After…After…(Access)
Jordan Lord
A fully transcribed, described, and open-captioned film screening that’s nothing short of their actual open heart.
Arika have been creating events since 2001. The Archive is space to share the documentation of our work, over 600 events from the past 20 years. Browse the archive by event, artists and collections, explore using theme pairs, or use the index for a comprehensive overview.
A fully transcribed, described, and open-captioned film screening that’s nothing short of their actual open heart.
Hijokaidan rapidly built a following due to the overwhelmingly physical intensity of their live performances, often involving destructive onstage rituals of vomit, urine, mangled guitars and ear shredding volume.
Social and party with all proceeds going to the Unity Centre, featuring DJ SETS with Dj@Christelle, DJ D-Harsh, Nena Etza & Moor Mother.
Inspired by the supernatural horror of H. P. Lovecraft, black metal and a sense of worry as to what constitutes an object, or a world.

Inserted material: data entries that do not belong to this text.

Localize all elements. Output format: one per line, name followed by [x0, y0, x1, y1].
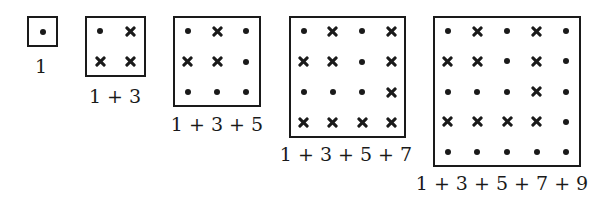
sum-label-5: 1 + 3 + 5 + 7 + 9 [416, 172, 588, 194]
cross-icon [125, 25, 137, 37]
dot-icon [356, 86, 368, 98]
dot-icon [94, 25, 106, 37]
dot-icon [442, 25, 454, 37]
cross-icon [471, 25, 483, 37]
dot-icon [442, 146, 454, 158]
dot-icon [356, 25, 368, 37]
sum-label-2: 1 + 3 [89, 85, 141, 107]
sum-label-3: 1 + 3 + 5 [171, 113, 263, 135]
dot-icon [560, 86, 572, 98]
cross-icon [356, 117, 368, 129]
cross-icon [211, 25, 223, 37]
dot-icon [298, 86, 310, 98]
sum-label-1: 1 [35, 55, 47, 77]
dot-icon [501, 146, 513, 158]
dot-icon [327, 86, 339, 98]
cross-icon [471, 116, 483, 128]
cross-icon [385, 117, 397, 129]
cross-icon [298, 56, 310, 68]
dot-icon [501, 25, 513, 37]
dot-icon [501, 55, 513, 67]
dot-icon [182, 25, 194, 37]
dot-icon [560, 116, 572, 128]
dot-icon [471, 146, 483, 158]
cross-icon [442, 116, 454, 128]
cross-icon [531, 25, 543, 37]
cross-icon [471, 55, 483, 67]
dot-icon [501, 86, 513, 98]
dot-icon [531, 146, 543, 158]
cross-icon [211, 56, 223, 68]
cross-icon [125, 56, 137, 68]
cross-icon [385, 25, 397, 37]
square-figure-1 [27, 16, 58, 47]
cross-icon [531, 55, 543, 67]
dot-icon [182, 86, 194, 98]
dot-icon [560, 55, 572, 67]
dot-icon [560, 25, 572, 37]
cross-icon [298, 117, 310, 129]
cross-icon [442, 55, 454, 67]
sum-label-4: 1 + 3 + 5 + 7 [280, 143, 412, 165]
square-figure-2 [85, 16, 146, 77]
cross-icon [182, 56, 194, 68]
dot-icon [471, 86, 483, 98]
cross-icon [385, 56, 397, 68]
cross-icon [385, 86, 397, 98]
cross-icon [327, 56, 339, 68]
dot-icon [211, 86, 223, 98]
cross-icon [94, 56, 106, 68]
cross-icon [327, 25, 339, 37]
square-figure-5 [433, 16, 581, 167]
dot-icon [240, 86, 252, 98]
dot-icon [298, 25, 310, 37]
cross-icon [531, 116, 543, 128]
cross-icon [531, 86, 543, 98]
square-figure-4 [289, 16, 406, 138]
dot-icon [356, 56, 368, 68]
square-figure-3 [173, 16, 261, 107]
cross-icon [327, 117, 339, 129]
dot-icon [442, 86, 454, 98]
dot-icon [240, 25, 252, 37]
dot-icon [560, 146, 572, 158]
dot-icon [240, 56, 252, 68]
cross-icon [501, 116, 513, 128]
dot-icon [37, 26, 49, 38]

A spectacular musical show which discusses the representation of a nation state, its characters and history. A learning play on myth construction and its reproduction.
Paul Sharits is one of our all time heroes, and one of the great artist filmmakers of the 20th Century.
A bodiless treatise on narration, bored speakers, audience misbehaviour and police megaphones, but: is anybody listening?
A mixture of investigation groups, live performances, screenings and installations at DCA; the festival looked to strip back music, sound, film and moving image to their core ideas and explore them with artists and audiences.
A simple, gracefully bold set-up to allow Loïc to trace connections: of comments upon comments upon comments, of sounds next to sounds next to sounds.
A queer black operatic requiem for piano and voice that asks us to stay in the hold of the slave ship, that tries to understand the connection from the slave ship to the prison.
In the Foyer at the Tramway we will screen a documentary from the Sex Workers’ Festival of Resistance 2017 and La Llamada by Eduardo Restrepo Castaño.
Reading their letters to each other, and chatting about prefigurative politics as the practice of relentlessly building worlds through unspeakable violence and loss; of building worlds and living in them anyway.